* [Task statement]: Would you transcribe each of the entries exactly, with nothing added or dropped?

↓↓↓

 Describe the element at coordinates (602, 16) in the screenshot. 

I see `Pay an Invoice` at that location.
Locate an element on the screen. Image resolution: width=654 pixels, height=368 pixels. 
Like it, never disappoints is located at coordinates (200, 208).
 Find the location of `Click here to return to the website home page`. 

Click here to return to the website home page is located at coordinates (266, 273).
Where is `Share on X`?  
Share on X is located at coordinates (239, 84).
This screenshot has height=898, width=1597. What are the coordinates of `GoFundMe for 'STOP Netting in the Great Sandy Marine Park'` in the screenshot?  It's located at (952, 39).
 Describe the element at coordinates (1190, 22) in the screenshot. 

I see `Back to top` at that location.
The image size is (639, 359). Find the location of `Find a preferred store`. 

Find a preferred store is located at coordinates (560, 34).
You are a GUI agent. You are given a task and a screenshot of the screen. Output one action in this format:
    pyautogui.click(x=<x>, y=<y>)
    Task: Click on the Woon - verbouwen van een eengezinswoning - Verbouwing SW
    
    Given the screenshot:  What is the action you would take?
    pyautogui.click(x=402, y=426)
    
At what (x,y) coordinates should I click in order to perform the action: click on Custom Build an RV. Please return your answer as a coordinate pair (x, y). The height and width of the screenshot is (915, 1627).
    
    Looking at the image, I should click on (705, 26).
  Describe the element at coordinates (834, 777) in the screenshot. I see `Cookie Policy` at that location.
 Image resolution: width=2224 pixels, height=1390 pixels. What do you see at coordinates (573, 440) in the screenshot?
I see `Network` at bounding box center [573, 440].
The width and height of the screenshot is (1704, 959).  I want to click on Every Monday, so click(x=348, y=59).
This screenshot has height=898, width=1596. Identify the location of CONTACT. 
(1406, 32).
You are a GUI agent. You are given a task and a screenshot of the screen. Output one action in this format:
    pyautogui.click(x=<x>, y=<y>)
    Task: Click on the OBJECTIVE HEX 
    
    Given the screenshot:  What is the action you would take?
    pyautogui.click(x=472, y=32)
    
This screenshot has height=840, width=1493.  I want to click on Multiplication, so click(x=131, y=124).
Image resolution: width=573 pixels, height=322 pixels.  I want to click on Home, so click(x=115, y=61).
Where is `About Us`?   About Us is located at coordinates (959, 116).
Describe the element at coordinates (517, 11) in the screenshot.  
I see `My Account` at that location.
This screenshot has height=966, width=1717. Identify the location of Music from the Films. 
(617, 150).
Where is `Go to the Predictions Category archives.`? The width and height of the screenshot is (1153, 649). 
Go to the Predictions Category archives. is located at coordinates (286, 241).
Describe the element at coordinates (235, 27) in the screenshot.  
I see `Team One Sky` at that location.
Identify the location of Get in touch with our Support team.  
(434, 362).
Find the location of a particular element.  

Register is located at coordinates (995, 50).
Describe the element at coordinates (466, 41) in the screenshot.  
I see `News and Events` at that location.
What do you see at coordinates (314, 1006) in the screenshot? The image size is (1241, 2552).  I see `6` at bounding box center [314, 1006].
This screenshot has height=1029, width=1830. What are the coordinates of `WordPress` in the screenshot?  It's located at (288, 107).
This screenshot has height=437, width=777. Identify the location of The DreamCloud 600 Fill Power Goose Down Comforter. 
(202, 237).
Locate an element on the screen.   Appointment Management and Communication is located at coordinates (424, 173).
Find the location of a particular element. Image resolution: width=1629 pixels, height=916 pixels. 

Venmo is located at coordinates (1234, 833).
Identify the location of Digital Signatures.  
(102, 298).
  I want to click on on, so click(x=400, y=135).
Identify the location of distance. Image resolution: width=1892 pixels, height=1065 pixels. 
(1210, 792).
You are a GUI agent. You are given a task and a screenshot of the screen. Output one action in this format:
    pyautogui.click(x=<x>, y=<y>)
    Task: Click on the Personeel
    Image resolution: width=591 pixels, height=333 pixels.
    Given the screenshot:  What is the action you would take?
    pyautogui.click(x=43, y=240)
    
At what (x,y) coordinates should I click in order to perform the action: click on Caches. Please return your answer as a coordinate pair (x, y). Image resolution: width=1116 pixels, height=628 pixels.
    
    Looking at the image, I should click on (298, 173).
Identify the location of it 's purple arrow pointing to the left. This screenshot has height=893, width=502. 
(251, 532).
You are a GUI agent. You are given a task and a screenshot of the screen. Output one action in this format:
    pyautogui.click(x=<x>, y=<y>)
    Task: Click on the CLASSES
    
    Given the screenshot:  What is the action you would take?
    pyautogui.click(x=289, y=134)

↑↑↑

* [Response to the exercise]:
 Describe the element at coordinates (602, 16) in the screenshot. 

I see `Pay an Invoice` at that location.
Locate an element on the screen. Image resolution: width=654 pixels, height=368 pixels. 
Like it, never disappoints is located at coordinates (200, 208).
 Find the location of `Click here to return to the website home page`. 

Click here to return to the website home page is located at coordinates (266, 273).
Where is `Share on X`?  
Share on X is located at coordinates (239, 84).
This screenshot has height=898, width=1597. What are the coordinates of `GoFundMe for 'STOP Netting in the Great Sandy Marine Park'` in the screenshot?  It's located at (952, 39).
 Describe the element at coordinates (1190, 22) in the screenshot. 

I see `Back to top` at that location.
The image size is (639, 359). Find the location of `Find a preferred store`. 

Find a preferred store is located at coordinates (560, 34).
You are a GUI agent. You are given a task and a screenshot of the screen. Output one action in this format:
    pyautogui.click(x=<x>, y=<y>)
    Task: Click on the Woon - verbouwen van een eengezinswoning - Verbouwing SW
    
    Given the screenshot:  What is the action you would take?
    pyautogui.click(x=402, y=426)
    
At what (x,y) coordinates should I click in order to perform the action: click on Custom Build an RV. Please return your answer as a coordinate pair (x, y). The height and width of the screenshot is (915, 1627).
    
    Looking at the image, I should click on (705, 26).
  Describe the element at coordinates (834, 777) in the screenshot. I see `Cookie Policy` at that location.
 Image resolution: width=2224 pixels, height=1390 pixels. What do you see at coordinates (573, 440) in the screenshot?
I see `Network` at bounding box center [573, 440].
The width and height of the screenshot is (1704, 959).  I want to click on Every Monday, so click(x=348, y=59).
This screenshot has height=898, width=1596. Identify the location of CONTACT. 
(1406, 32).
You are a GUI agent. You are given a task and a screenshot of the screen. Output one action in this format:
    pyautogui.click(x=<x>, y=<y>)
    Task: Click on the OBJECTIVE HEX 
    
    Given the screenshot:  What is the action you would take?
    pyautogui.click(x=472, y=32)
    
This screenshot has height=840, width=1493.  I want to click on Multiplication, so click(x=131, y=124).
Image resolution: width=573 pixels, height=322 pixels.  I want to click on Home, so click(x=115, y=61).
Where is `About Us`?   About Us is located at coordinates (959, 116).
Describe the element at coordinates (517, 11) in the screenshot.  
I see `My Account` at that location.
This screenshot has height=966, width=1717. Identify the location of Music from the Films. 
(617, 150).
Where is `Go to the Predictions Category archives.`? The width and height of the screenshot is (1153, 649). 
Go to the Predictions Category archives. is located at coordinates (286, 241).
Describe the element at coordinates (235, 27) in the screenshot.  
I see `Team One Sky` at that location.
Identify the location of Get in touch with our Support team.  
(434, 362).
Find the location of a particular element.  

Register is located at coordinates (995, 50).
Describe the element at coordinates (466, 41) in the screenshot.  
I see `News and Events` at that location.
What do you see at coordinates (314, 1006) in the screenshot? The image size is (1241, 2552).  I see `6` at bounding box center [314, 1006].
This screenshot has height=1029, width=1830. What are the coordinates of `WordPress` in the screenshot?  It's located at (288, 107).
This screenshot has height=437, width=777. Identify the location of The DreamCloud 600 Fill Power Goose Down Comforter. 
(202, 237).
Locate an element on the screen.   Appointment Management and Communication is located at coordinates (424, 173).
Find the location of a particular element. Image resolution: width=1629 pixels, height=916 pixels. 

Venmo is located at coordinates (1234, 833).
Identify the location of Digital Signatures.  
(102, 298).
  I want to click on on, so click(x=400, y=135).
Identify the location of distance. Image resolution: width=1892 pixels, height=1065 pixels. 
(1210, 792).
You are a GUI agent. You are given a task and a screenshot of the screen. Output one action in this format:
    pyautogui.click(x=<x>, y=<y>)
    Task: Click on the Personeel
    Image resolution: width=591 pixels, height=333 pixels.
    Given the screenshot:  What is the action you would take?
    pyautogui.click(x=43, y=240)
    
At what (x,y) coordinates should I click in order to perform the action: click on Caches. Please return your answer as a coordinate pair (x, y). Image resolution: width=1116 pixels, height=628 pixels.
    
    Looking at the image, I should click on (298, 173).
Identify the location of it 's purple arrow pointing to the left. This screenshot has height=893, width=502. 
(251, 532).
You are a GUI agent. You are given a task and a screenshot of the screen. Output one action in this format:
    pyautogui.click(x=<x>, y=<y>)
    Task: Click on the CLASSES
    
    Given the screenshot:  What is the action you would take?
    pyautogui.click(x=289, y=134)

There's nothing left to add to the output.